Sam Wenc; Marathon '77, Garden of Love, Aswan Dam
Common Beat
4916 Baltimore Ave.
Philadelphia
Sept. 29, 2025
Is the pedal steel played out?
“Here’s my music hot take: we need a moratorium on the pedal steel until we figure out what’s going on,” my friend told me a few days ago. I laughed and nodded. I don’t totally agree, but the twangification conundrum is real: the pedal steel pendulum has arguably swung too far in the past year or two, and whether it’s more and more former punks making a profitable pivot to country, classic rock ‘n roll bands tiltin’ that damn thing, or shoegazers shoehorning it (however effectively) into their sound, it’s a totally great instrument, versatile and capable of extreme beauty, and it’s everywhere lately.
So it was refreshing last night to see Sam Wenc – one of Philadelphia’s most inventive, against-the-grain pedal steel players – leave the instrument at home in favor of the far-more-portable nylon-string classical guitar, for an 18-minute improvised performance in the back yard at Common Beat. Wenc studied with the late, great Susan Alcorn, and like her, his approach to the instrument is deeply idiosyncratic. Though the bill was otherwise a punk rock show – power trios from New York, Philly and Montreal, the classic electric-guitar-bass-drums-vocals format – to my sensibility, Wenc’s set was the most ruthlessly punk. At first glance, you might expect a sort of pedestrian, amiable solo guitar set, but even before his first note, Wenc-and-guitar struck a provocative pose: seated before a volume pedal and large Fender Twin Reverb amp (customary, trusted pedal steel tools, repurposed here), there was a nine-volt battery dangling loosely, grotesquely, from a cable coming from the body of the instrument, like entrails.
The performance that followed was appropriately violent, like nature documentary footage, with Wenc as the starved predator desperately trying to subdue his meal; often on the edge of his seat, his playing was restless, rhythmic, dynamic, and physically exhaustive. Totally atonal, fingerpicked passages — like neurons misfiring while dreaming about flamenco — gave way to full-bodied chords; a menacing 6/8 jig abruptly leapt to twitchy, ankle-breaking, manual tremoloing with his volume pedal. This unbroken improvised string of ideas risked actual broken strings when Wenc drastically de-tuned the instrument, hilariously evoking Les Claypool with a fearlessly floppy-stringed bassline, as if in call-and-response with the deep frequencies of the occasional aircraft noise passing above us. When the furious energy he exerted with his hands left them spent, he’d switch to violent footwork, his legs bouncing like a hyperactive child’s, even more so than the punk drummers who’d play later. The performance concluded with waves of rich feedback, the guitar pressed against the Tolex as though surrendering to its fate. Though not nearly as loud as the bands who’d follow, Wenc’s set was endlessly surprising and delighting, irreverent as hell, full of actual hairpin turns, extended techniques and gestures that were gnarly and at times laugh-out-loud funny, like watching a python kill an alligator, looking ridiculous while swallowing it whole.
I was enthralled, not bored in the slightest. Wenc picked up the guitar long before he started playing the pedal steel; I asked him after his set if returning to the six-string live was due to needing a pedal-steel break, for whatever reason. “Yeah, I suppose so – I mean, I don’t think I’ll stop cold-turkey with pedal steel stuff, but in order to keep things fresh, I need to put ‘em away from time to time. Come back with some enthusiasm for it, like I feel with guitar right now.” That enthusiasm showed, without a doubt. Nothing beats a fresh meal.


__Task brief__.
Leave out the images and repeat every entry below exactly.

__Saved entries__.
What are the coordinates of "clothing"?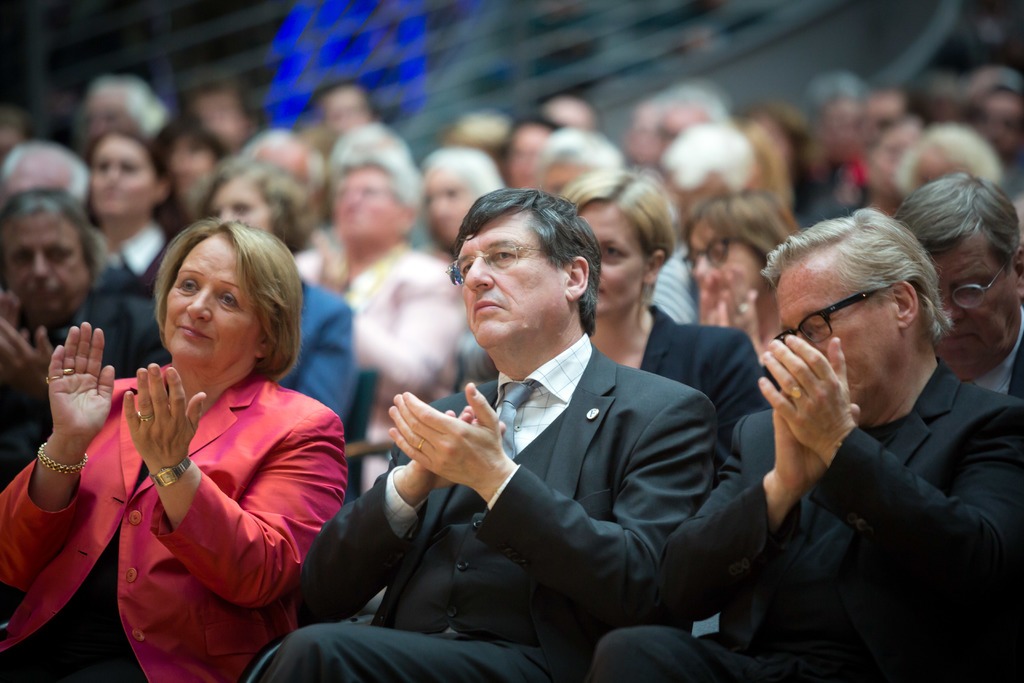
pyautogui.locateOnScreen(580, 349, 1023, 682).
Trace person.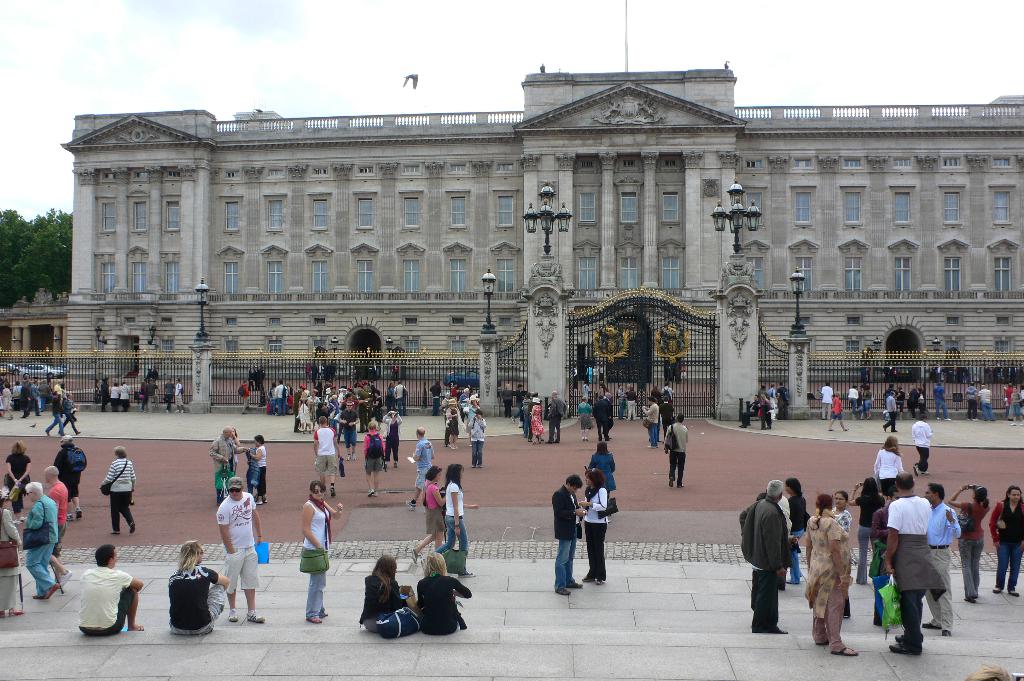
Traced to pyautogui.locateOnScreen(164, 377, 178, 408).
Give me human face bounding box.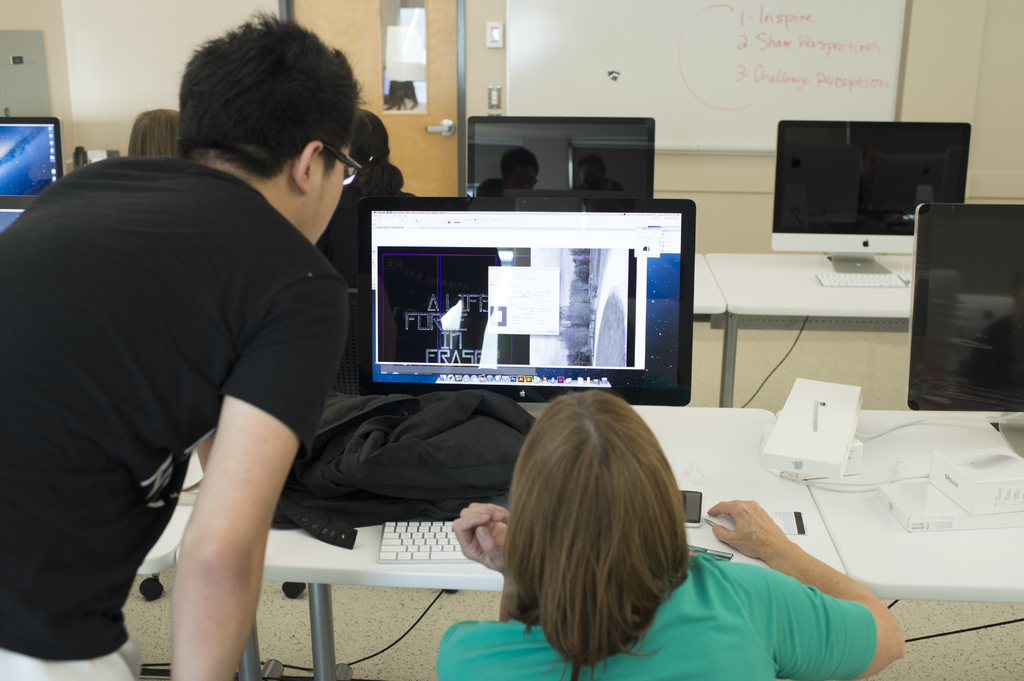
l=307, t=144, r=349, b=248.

__Output for this task__.
What are the coordinates of "clothing"?
pyautogui.locateOnScreen(580, 349, 1023, 682).
Trace person.
Traced to pyautogui.locateOnScreen(164, 377, 178, 408).
Give me human face bounding box.
l=307, t=144, r=349, b=248.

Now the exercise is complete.